A campaign of fasting, community outreach, and silent prayer in public was too much for one radiologist in Glasgow, Scotland, who confronted 40 Days for Life protesters and called their quiet praying in public “harassment.”
Dr. Greg Irwin is a pediatric radiologist at Queen Elizabeth University Hospital in Glasgow, Scotland. A vocal abortion supporter who once received a glowing portrait in the Glasgow Times, he recently spoke to several news outlets to describe the anger he felt at the 40 Days for Life prayer campaign, a ministry that takes place in many nations around the world.
In an on-camera interview for The National, he described the silent protest as “causing harassment and intimidation,” as an “incredibly unkind, unfriendly thing to do,” and as “intimidating women, upsetting women.”
Photos and videos of the pro-lifers show a handful of peaceful demonstrators, including a few pensioners, silently standing with signs with messages like, “Pregnant? Worried? Come talk to us! We can help you,” “Don’t be coerced into abortion,” “10 million abortions in the UK,” and one with an image of a preborn baby in the womb. Some participants can be seen praying with rosary beads, while others appear to be saying quiet prayers while keeping their eyes cast downward.
According to the 40 Days for Life website, the campaign “focuses on the spiritual aspects of the battle to end abortion.”
“There are stereotypes that people go out and wave Bibles at women and tell them they’re going to burn in hell and, that’s not what we do,” CEO of 40 Days for Life, Shawn Carney, recently told the BBC. “Ours is very peaceful, it’s very law-abiding. It’s very quiet. People can reach out to the women, the women often reach out to us.”
But it’s not the praying that bothers Dr. Irwin so much as it is that he and others have to see a form of public speech that is unpleasant to them.
“They can have a prayer vigil anywhere they like, they do not need to do it right at the gate of the hospital.” In a 2022 interview, he described the problem more personally. “The protesters have been irritating me for years. I have gone out on my work breaks with a ‘your body your choice sign’ and stood beside them so people know they aren’t the only ones here. […] It is unjust. For me to drive past it makes me so disgusted, it is just so horrible,” he said to the Glasgow Times.
His answer to the silent protests? “Safe access zones,” currently before Parliament, that prevent protests where abortion supporters don’t like them. The proposed legislation would create a 150-meter “buffer zone” outside of abortion businesses, as Live Action News has reported.
To gain support for the cause, many abortion supporters like Dr. Irwin paint pro-lifers as out of control.
“These protesters are going to be here 12 hours a day for the next 40 days intimidating and harassing women coming to my hospital to access abortion,” he said to The Scotsman. “It is causing great upset. People are in tears, people can’t believe that this is here in Glasgow.”
Irwin believes these prayer vigils are dangerous to the cause of abortion. “They’ve had a terrible effect in America,” said his video interview with The Scotsman. “They’ve managed to repeal Roe v. Wade. They’ve rolled back women’s reproductive rights in America by 50 years. They’ve taken them all the way back to the 70s. This group would love to do the same in Glasgow. They would like to restrict abortion access rights to the women of Scotland and in Glasgow.”
Recently, pro-lifers who have been arrested for silently praying outside of abortion businesses in the UK have been vindicated, as with Isabel Vaughan-Spruce and Father Sean Gough, who were recently found not guilty for silently praying in front of an abortion facility in Birmingham.
For now, Dr. Irwin and other abortion supporters will still have to bear the sight of pro-lifers in the places they live and work.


Lines in the listing below containing the string "name" are to be identified and copied.

>>>

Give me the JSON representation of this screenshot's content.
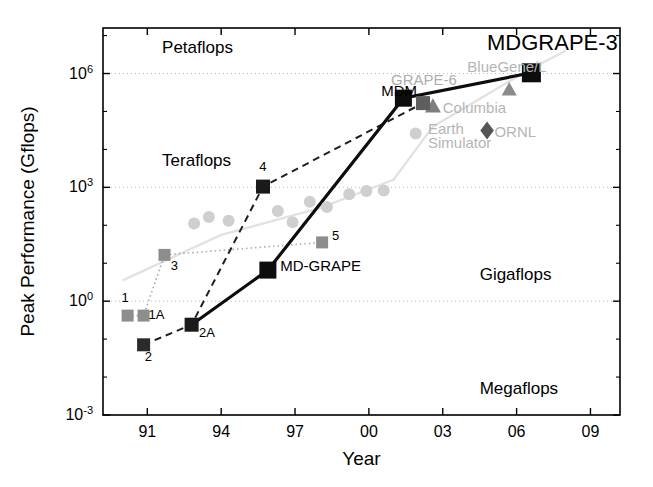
{
  "chart_data": {
    "type": "scatter",
    "title": "",
    "xlabel": "Year",
    "ylabel": "Peak Performance (Gflops)",
    "xlim": [
      1989.2,
      2010.2
    ],
    "ylim_log10": [
      -3,
      7.2
    ],
    "xticks": [
      "91",
      "94",
      "97",
      "00",
      "03",
      "06",
      "09"
    ],
    "xtick_values": [
      1991,
      1994,
      1997,
      2000,
      2003,
      2006,
      2009
    ],
    "yticks": [
      "10-3",
      "100",
      "103",
      "106"
    ],
    "ytick_exponents": [
      "-3",
      "0",
      "3",
      "6"
    ],
    "ytick_values": [
      0.001,
      1,
      1000,
      1000000
    ],
    "grid": "horizontal-dotted",
    "legend": "none",
    "band_labels": [
      {
        "text": "Petaflops",
        "x": 1991.6,
        "y_log10": 6.55
      },
      {
        "text": "Teraflops",
        "x": 1991.6,
        "y_log10": 3.55
      },
      {
        "text": "Gigaflops",
        "x": 2004.5,
        "y_log10": 0.55
      },
      {
        "text": "Megaflops",
        "x": 2004.5,
        "y_log10": -2.45
      }
    ],
    "series": [
      {
        "name": "GRAPE (gray squares, dotted)",
        "marker": "square",
        "color": "#8c8c8c",
        "line": "dotted",
        "points": [
          {
            "label": "1",
            "x": 1990.2,
            "y_log10": -0.38
          },
          {
            "label": "1A",
            "x": 1990.85,
            "y_log10": -0.38
          },
          {
            "label": "3",
            "x": 1991.7,
            "y_log10": 1.22
          },
          {
            "label": "5",
            "x": 1998.1,
            "y_log10": 1.55
          }
        ]
      },
      {
        "name": "MD-GRAPE (black squares, solid)",
        "marker": "square",
        "color": "#111111",
        "line": "solid",
        "points": [
          {
            "label": "2A",
            "x": 1992.8,
            "y_log10": -0.62
          },
          {
            "label": "MD-GRAPE",
            "x": 1995.9,
            "y_log10": 0.82
          },
          {
            "label": "MDM",
            "x": 2001.4,
            "y_log10": 5.35
          },
          {
            "label": "MDGRAPE-3",
            "x": 2006.6,
            "y_log10": 6.02
          }
        ]
      },
      {
        "name": "GRAPE astro (dark squares, dashed)",
        "marker": "square",
        "color": "#3a3a3a",
        "line": "dashed",
        "points": [
          {
            "label": "2",
            "x": 1990.85,
            "y_log10": -1.15
          },
          {
            "label": "2A",
            "x": 1992.8,
            "y_log10": -0.62
          },
          {
            "label": "4",
            "x": 1995.7,
            "y_log10": 3.02
          },
          {
            "label": "GRAPE-6",
            "x": 2002.2,
            "y_log10": 5.22
          }
        ]
      },
      {
        "name": "Top500 #1 (gray circles)",
        "marker": "circle",
        "color": "#c4c4c4",
        "line": "faint-solid",
        "points": [
          {
            "x": 1992.9,
            "y_log10": 2.05
          },
          {
            "x": 1993.5,
            "y_log10": 2.22
          },
          {
            "x": 1994.3,
            "y_log10": 2.12
          },
          {
            "x": 1996.3,
            "y_log10": 2.38
          },
          {
            "x": 1996.9,
            "y_log10": 2.08
          },
          {
            "x": 1997.6,
            "y_log10": 2.62
          },
          {
            "x": 1998.3,
            "y_log10": 2.48
          },
          {
            "x": 1999.2,
            "y_log10": 2.82
          },
          {
            "x": 1999.9,
            "y_log10": 2.9
          },
          {
            "x": 2000.6,
            "y_log10": 2.92
          },
          {
            "x": 2001.9,
            "y_log10": 4.42
          }
        ]
      },
      {
        "name": "Other supercomputers",
        "marker": "mixed",
        "color": "#909090",
        "points": [
          {
            "label": "BlueGene/L",
            "marker": "triangle",
            "x": 2005.7,
            "y_log10": 5.58
          },
          {
            "label": "Columbia",
            "marker": "triangle",
            "x": 2002.6,
            "y_log10": 5.14
          },
          {
            "label": "Earth Simulator",
            "marker": "triangle",
            "x": 2002.6,
            "y_log10": 5.14
          },
          {
            "label": "ORNL",
            "marker": "diamond",
            "x": 2004.8,
            "y_log10": 4.5
          }
        ]
      }
    ],
    "annotations": [
      {
        "text": "MDGRAPE-3",
        "x": 2004.8,
        "y_log10": 6.62,
        "color": "#000000",
        "size": "large"
      },
      {
        "text": "MDM",
        "x": 2000.5,
        "y_log10": 5.4,
        "color": "#000000",
        "size": "medium"
      },
      {
        "text": "MD-GRAPE",
        "x": 1996.4,
        "y_log10": 0.8,
        "color": "#000000",
        "size": "medium"
      },
      {
        "text": "GRAPE-6",
        "x": 2000.9,
        "y_log10": 5.7,
        "color": "#adadad",
        "size": "medium"
      },
      {
        "text": "BlueGene/L",
        "x": 2004.0,
        "y_log10": 6.05,
        "color": "#b5b5b5",
        "size": "medium"
      },
      {
        "text": "Columbia",
        "x": 2003.0,
        "y_log10": 4.95,
        "color": "#b5b5b5",
        "size": "medium"
      },
      {
        "text": "ORNL",
        "x": 2005.1,
        "y_log10": 4.32,
        "color": "#b5b5b5",
        "size": "medium"
      },
      {
        "text": "Earth",
        "x": 2002.4,
        "y_log10": 4.4,
        "color": "#b5b5b5",
        "size": "medium"
      },
      {
        "text": "Simulator",
        "x": 2002.4,
        "y_log10": 4.05,
        "color": "#b5b5b5",
        "size": "medium"
      },
      {
        "text": "1",
        "x": 1989.95,
        "y_log10": -0.02,
        "color": "#000000",
        "size": "small"
      },
      {
        "text": "1A",
        "x": 1991.05,
        "y_log10": -0.48,
        "color": "#000000",
        "size": "small"
      },
      {
        "text": "2",
        "x": 1990.9,
        "y_log10": -1.58,
        "color": "#000000",
        "size": "small"
      },
      {
        "text": "2A",
        "x": 1993.1,
        "y_log10": -0.95,
        "color": "#000000",
        "size": "small"
      },
      {
        "text": "3",
        "x": 1991.95,
        "y_log10": 0.82,
        "color": "#000000",
        "size": "small"
      },
      {
        "text": "4",
        "x": 1995.55,
        "y_log10": 3.42,
        "color": "#000000",
        "size": "small"
      },
      {
        "text": "5",
        "x": 1998.5,
        "y_log10": 1.6,
        "color": "#000000",
        "size": "small"
      }
    ]
  }
}
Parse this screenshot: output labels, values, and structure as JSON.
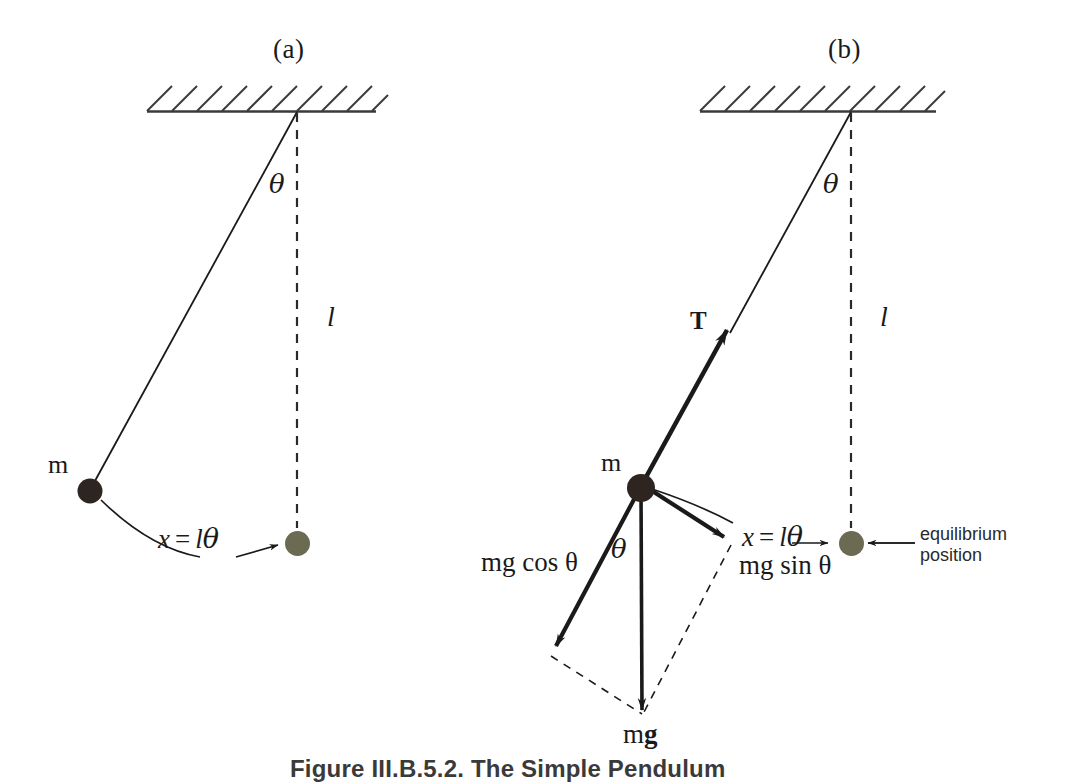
{
  "figure": {
    "caption": "Figure III.B.5.2.  The Simple Pendulum",
    "colors": {
      "ink": "#1a1a1a",
      "bob_displaced": "#2e2420",
      "bob_equilibrium": "#6b6a52",
      "hatch": "#3a3a3a",
      "dashed": "#2a2a2a"
    }
  },
  "panels": [
    {
      "id": "a",
      "title": "(a)",
      "labels": {
        "mass": "m",
        "angle": "θ",
        "length": "l",
        "arc_formula_x": "x",
        "arc_formula_eq": "=",
        "arc_formula_l": "l",
        "arc_formula_theta": "θ"
      }
    },
    {
      "id": "b",
      "title": "(b)",
      "labels": {
        "mass": "m",
        "angle_top": "θ",
        "angle_bob": "θ",
        "length": "l",
        "tension": "T",
        "weight": "mg",
        "weight_m": "m",
        "weight_g": "g",
        "component_cos": "mg cos θ",
        "component_sin": "mg sin θ",
        "arc_formula_x": "x",
        "arc_formula_eq": "=",
        "arc_formula_l": "l",
        "arc_formula_theta": "θ",
        "equilibrium_note": "equilibrium\nposition"
      }
    }
  ]
}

<<<

Output of the task
        "name": "GRAPE (gray squares, dotted)",
        "name": "MD-GRAPE (black squares, solid)",
        "name": "GRAPE astro (dark squares, dashed)",
        "name": "Top500 #1 (gray circles)",
        "name": "Other supercomputers",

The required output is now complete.